Earlier this month, I got to play the upcoming remake of Assassin’s Creed IV: Black Flag at a Ubisoft-hosted event in San Francisco. While there, I got a chance to chat with Black Flag Resynced‘s creative director, Paul Fu; game director Richard Knight; and Anvil engine architect Nicolas Lopez. We talked about a lot of stuff, but I also asked them to share their opinions on something people online continue to debate: What is the difference between a remake and a remaster?
When talking to Lopez and Fu, they both clarified that Black Flag Resynced is a completely new game that contains zero code from the original 2013 Black Flag. Instead, this new, gorgeous-looking remake is built using the same version of Ubisoft’s Anvil engine that powered 2025’s Assassin’s Creed Shadows. And as a result, the upcoming remake comes with all the bells and whistles that’d you expect with a modern, advanced, AAA open-world video game engine. But Fu believes a remake demands more than just making an old game look prettier.
“Right, for me, the definition [of a remake] is not just a graphical overhaul, but a systems overhaul, or rather expansion, and new content,” said Fu. “So, for me, a good remake has to have new content, new systems that expand on these core systems, which is what we aim for in [Resynced].”
Lopez shared his own thoughts on the remaster vs. remake question, adding: “Usually, the way I see a remaster is just, you know, recombining the code for the new console, higher resolution, maybe upscalers, DLSS, these kinds of things, but it’s basically the same assets. Maybe we’re making a few textures in HD, but this is not what [Resynced] is. This is a full-blown remake.”
Resynced isn’t just a remake, it is the ‘next Assassin’s Creed game’
Meanwhile, Knight wanted to make it clear that, in his opinion, a remake has to be more than just a better-looking and playing version of the old game. It needs to stand toe-to-toe with other recent blockbuster games, both visually and in terms of how it feels to play.

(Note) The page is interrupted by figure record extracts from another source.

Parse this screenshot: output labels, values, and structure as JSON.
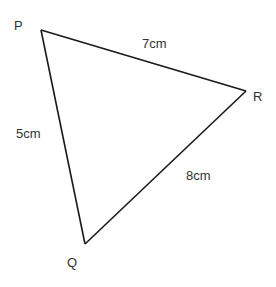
{
  "diagram": {
    "type": "triangle",
    "vertices": [
      {
        "name": "P",
        "x": 41,
        "y": 30,
        "label_x": 14,
        "label_y": 30
      },
      {
        "name": "R",
        "x": 246,
        "y": 91,
        "label_x": 253,
        "label_y": 101
      },
      {
        "name": "Q",
        "x": 85,
        "y": 244,
        "label_x": 67,
        "label_y": 267
      }
    ],
    "sides": [
      {
        "from": "P",
        "to": "R",
        "length": "7cm",
        "label_x": 142,
        "label_y": 48
      },
      {
        "from": "P",
        "to": "Q",
        "length": "5cm",
        "label_x": 16,
        "label_y": 138
      },
      {
        "from": "Q",
        "to": "R",
        "length": "8cm",
        "label_x": 186,
        "label_y": 180
      }
    ],
    "stroke_color": "#1a1a1a",
    "label_color": "#333333"
  }
}
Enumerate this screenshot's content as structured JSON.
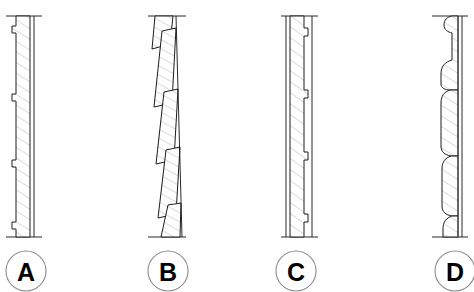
{
  "sheet": {
    "title": "Wall Cladding Section Details",
    "background_color": "#ffffff",
    "line_color": "#1c1c1c",
    "hatch_color": "#7d7d7d",
    "tag_circle_color": "#8c8c8c",
    "width": 474,
    "height": 292
  },
  "details": [
    {
      "tag": "A",
      "name": "detail-a",
      "description": "flush vertical board section with stepped rebated joints on outer face",
      "tag_center_x": 26,
      "tag_center_y": 271,
      "tag_radius": 20,
      "top_break_y": 16,
      "bottom_break_y": 237
    },
    {
      "tag": "B",
      "name": "detail-b",
      "description": "raked angled weatherboard section with lapped sloping boards",
      "tag_center_x": 168,
      "tag_center_y": 271,
      "tag_radius": 20,
      "top_break_y": 16,
      "bottom_break_y": 237
    },
    {
      "tag": "C",
      "name": "detail-c",
      "description": "flush vertical board section with stepped rebated joints on inner face",
      "tag_center_x": 296,
      "tag_center_y": 271,
      "tag_radius": 20,
      "top_break_y": 16,
      "bottom_break_y": 237
    },
    {
      "tag": "D",
      "name": "detail-d",
      "description": "curved profile shiplap board section with rounded ogee joints",
      "tag_center_x": 455,
      "tag_center_y": 271,
      "tag_radius": 20,
      "top_break_y": 16,
      "bottom_break_y": 237
    }
  ]
}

“The way I like to look at it is: A remaster is you take the original game and you do as much as you can to make it look good and add some sort of modern functionality,” said Knight.
“But a remake is when you go back into the guts, and you start to rebuild. With Black Flag Resynced, it was critical for us to not just take the old game and repackage it and spruce it up a little bit, but to make it feel like the next Assassin’s Creed game. To [make it] feel like a modern game. Maybe you’ve never heard of it before, you play it today, and it feels like ‘oh, well, this makes sense as a brand new Assassin’s Creed game.’ So, you know, it’s redoing the models and the cutscenes and all that stuff, but also just adding the kind of things that players would expect out of [a new Assassin’s Creed game] today.”
When I asked Knight if the plan was always to remake Black Flag, not just remaster or port it, he confirmed that Resynced has “always been a remake” since development started in 2023.
“What if we took that Black Flag experience and then you added sort of the modern tech and some of the features and stuff you see in games like Assassin’s Creed Shadows and Mirage?” said Knight. “What kind of game would we get out of it now? But part of why we call it Resynced is that it’s that idea that we can dream a little, we can add quality-of-life [changes], we can modify some things as we need and make it the next Assassin’s Creed game.”
Assassin’s Creed Black Flag Resynced is set to launch on Xbox Series X/S, PS5, and PC on July 9.